Consider a data pipeline with 28 jobs across 5 layers:

# Layer 0 (6 jobs): Extract from sources
- extract-market-data
- extract-product-catalog
- extract-customer-data
- extract-reference-tables
- extract-config-a
- extract-config-b

# Layer 1 (2 jobs): Primary processing
- process-headers (depends on extract-market-data)
- process-features (depends on process-headers)

# Layer 2 (2 jobs): Parallel processing
- process-metadata (depends on process-features)
  triggers: [build-entities-a, build-entities-b] (parallel)

# Layer 3 (8 jobs): Entity building
- build-entities-a (depends on process-metadata)
- build-entities-b (depends on process-metadata)
- build-descriptions-a (depends on build-entities-a)
- build-descriptions-b (depends on build-entities-b)
- build-relationships (depends on both entities)
- ...

# Layer 4 (5 jobs): Complex joins
- join-multi-source (depends on multiple Layer 3 jobs)
- calculate-derived-metrics
- ...

# Layer 5 (5 jobs): Final processing
- aggregate-reports
- export-to-downstream
- ...

Pipeline Execution:

  • Layer 0: All 6 extract jobs run in parallel (no dependencies)
  • Layer 1: Starts as soon as extract-market-data completes
  • Layer 2: Triggered by Layer 1 completion
  • Layer 3: build-entities-a and build-entities-b run in parallel
  • Layers 4-5: Execute based on their specific dependencies

Total Pipeline Time: ~45 minutes (vs. ~2+ hours with sequential execution)

Best Practices

1. Layer Assignments

Assign layers using topological sorting:

def assign_layers(config):
    graph = build_dependency_graph(config)
    layers = nx.topological_generations(graph)
    for i, layer in enumerate(layers):
        for job in layer:
            config.jobs[job].layer = i
2. Naming Conventions
  • Use descriptive, action-oriented names: extract-customers, not job1
  • Include layer hints in names for readability: l0-extract-*, l1-transform-*
  • Use consistent naming patterns across teams
3. Configuration Validation
  • Validate YAML schema on commit
  • Check for circular dependencies in CI/CD
  • Verify all referenced jobs exist
  • Test parallel execution groups for race conditions
4. Version Control
  • Store configuration in Git alongside job code
  • Use pull requests for dependency changes
  • Tag releases for rollback capability
  • Document major architectural changes

Conclusion

Event-driven ETL orchestration with declarative YAML configuration offers a compelling alternative to traditional workflow orchestrators for certain use cases.
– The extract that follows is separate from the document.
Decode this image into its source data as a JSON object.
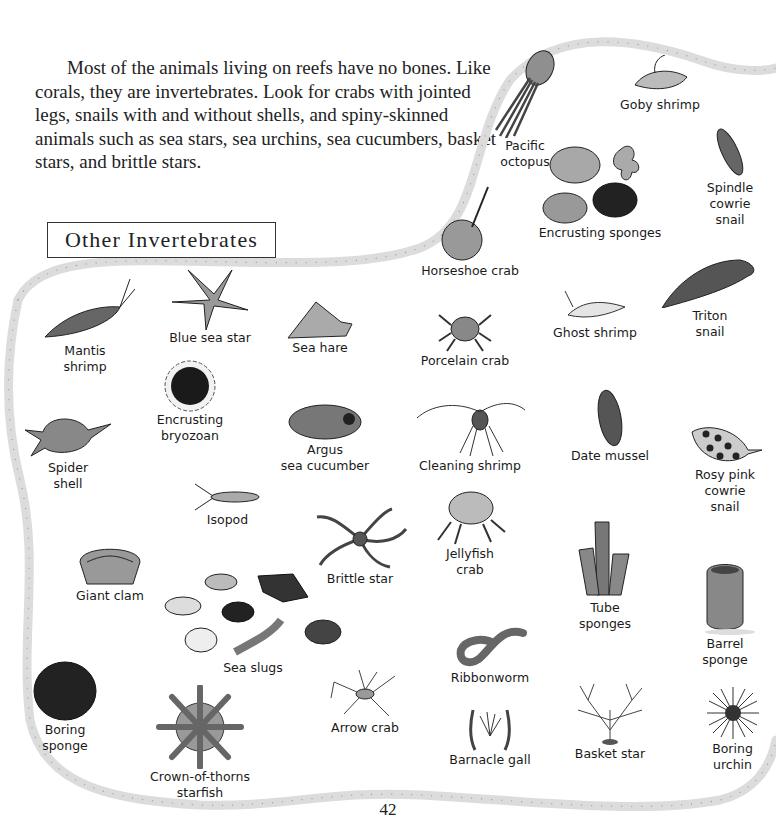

It excels in scenarios where:

  • Low latency between jobs is critical
  • The team prefers declarative over programmatic configuration
  • Jobs are already well-modularized and loosely coupled
  • Cloud-native messaging infrastructure is available
  • The organization values simplicity over feature richness

However, it's not a silver bullet. Traditional orchestrators provide richer features like dynamic DAG generation, complex scheduling, and extensive monitoring UIs. The right choice depends on your specific requirements, team skills, and infrastructure constraints.

The layered dependency model combined with Pub/Sub messaging creates a powerful, scalable orchestration pattern that can handle complex pipelines while remaining simple to understand and maintain.